Not Old Against Young
But Rich Against Poor
The big problem of the American welfare state is not that the old get too much,
but that the rich do. Americans suppose that social-welfare programmes are about
helping the poor. This is not true. More than 85% of all benefits go to the middle
and upper classes, both old and young. Households with incomes above $100,000 get
slightly more federal money each year than those earning a tenth of that. Programmes
that require some evidence of need make up less than a quarter of federal entitlement
dollars. And of these means-tested benefits, twice as much went to households making
$50,000 or more than to the poor.
Even leaving aside helpful tax breaks (such as the mortgage-interest tax deduction,
which even Bill Gates can claim for the building of his cyber-house, and which costs
the government, all told, $55 billion a year), middle- and upper-class Americans
get the lion's share of benefits. Much of this is unjustified. Although farm-price
supports were reconfigured in the last Congress, Phillip Longman, a welfare-state
analyst, has estimated that America's 30,000 wealthiest farmers take in $50,000 a
head each year. All told, the huge array of farm support costs $16 billion. Ex- servicemen,
rich or poor, are entitled to subsidized food and medical care for life. Scions of
middle-class families get student loans. And anyone daft enough to choose to live
in a place that is prone to hurricanes or floods can qualify for disaster relief,
whatever his income.
If there is widespread resentment about Social Security, it is for the same reason.
Too many people receive it who do not need it, while spending on everyone else is
squeezed - including on the 4m elderly who are officially poor. In 1997, an estimated
$48.1 billion in Social Security benefits will go to households with incomes between
$50,000 and $100,000. Another $15.5 billion - almost exactly what the government
spends on income support for families on welfare - will be sent to households with
incomes of more than $100,000.
Meanwhile, the 12.4% payroll tax that funds these payments hits the struggling
much harder than the prosperous. The tax starts with the first dollar earned and
stops at $65,400: thus a waitress making $20,000 pays on every dollar earned, while
an executive making $200,000 pays on less than a third of her income. And while the
payroll tax is higher than ever, the rate of return today's worker can expect is
lower. Steve Goss, the chief actuary at the Social Security Administration, estimates
that if the income limit on the payroll tax were lifted, two-thirds of the projected
actuarial deficit would be eliminated.
The advisory council on Social Security, however, did not dare touch this issue.

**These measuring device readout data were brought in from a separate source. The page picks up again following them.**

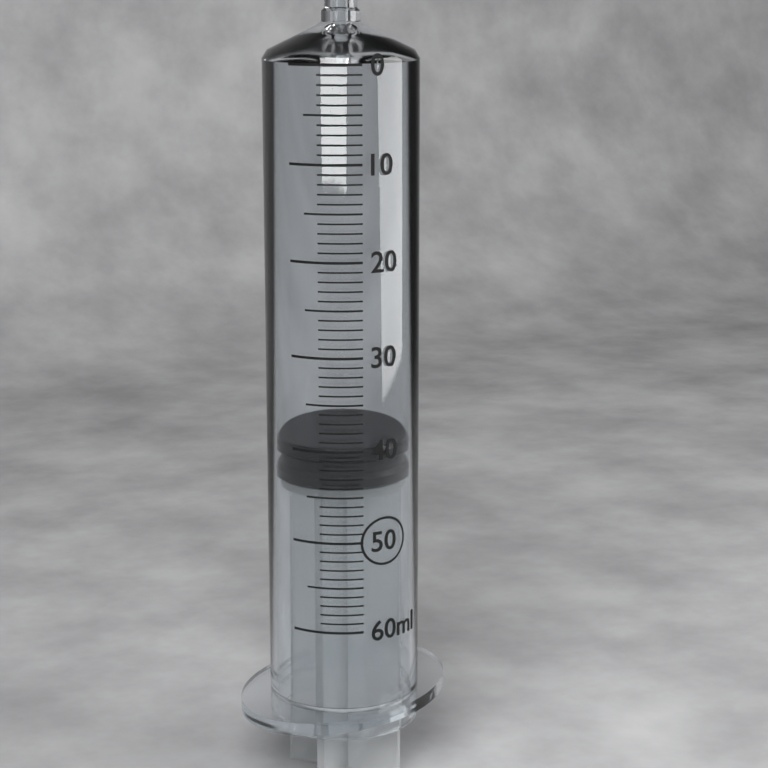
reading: 40 ml
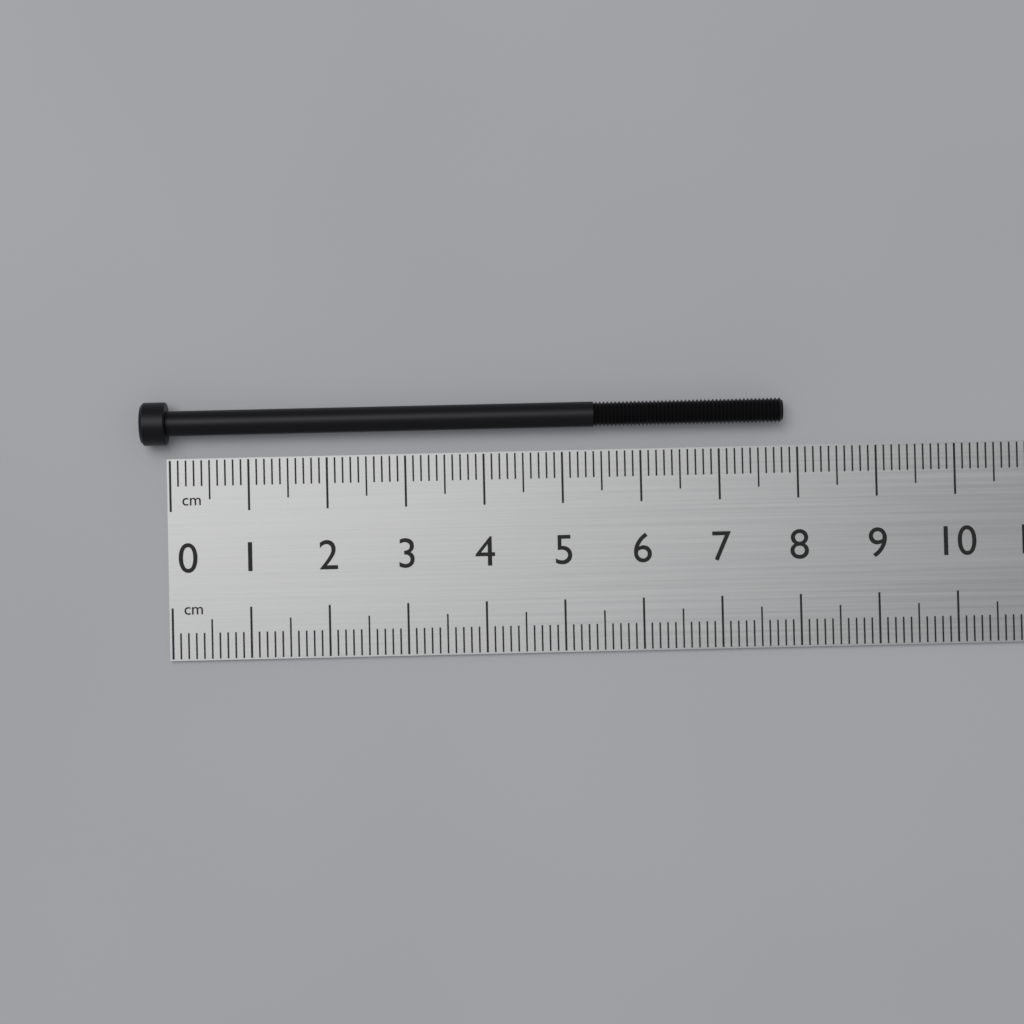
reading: 7.8 cm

The conventional wisdom is that making Social Security more progressive would mean
losing the support of the wealthy. Like social Security, the Medicare health programme
for the elderly is also financed through a payroll tax, which ironically is paid
in part by the 20m or so Americans who work full-time and have no medical coverage.
Medicare also spends lavishly on people who could do without it: more than $20 billion
a year goes to households with an income of more than $50,000. Another third goes
to treatment in the last year of life, much of it necessary only to avoid lawsuits.
At least Social Security benefits are taxed, up to a maximum rate of 85%, for
wealthier households. But even elderly Rockefellers are not taxed on their Medicare
benefits. A Republican effort to increase premiums for high-income recipients was
shot down last year by the Democrats. It was not a pleasant sight to see the mostly
middle-class grey lobby dancing in outrage over the stinginess of a projected 6.2%
increase in Medicare spending (despite record deficits), while health-care and nutrition
services for low-income mothers and children were cut.
Although it is fashionable to decry social spending, it helps to blunt the harsher
edges of a highly competitive economic systems. Benefits such as food stamps and
housing vouchers lifted some 27m people above the poverty line in 1995; Social Security
does the same for many others. The fact that more than 30m Americans are poor is
due in part to personal failures, and in part to circumstance. But some of the reason,
too, is that social spending is misdirected. In a society as rich as America's, it
is no wonder that a welfare state that spends almost nine out of every ten dollars
on the prosperous does not find enough for the needs - and is going broke to boot.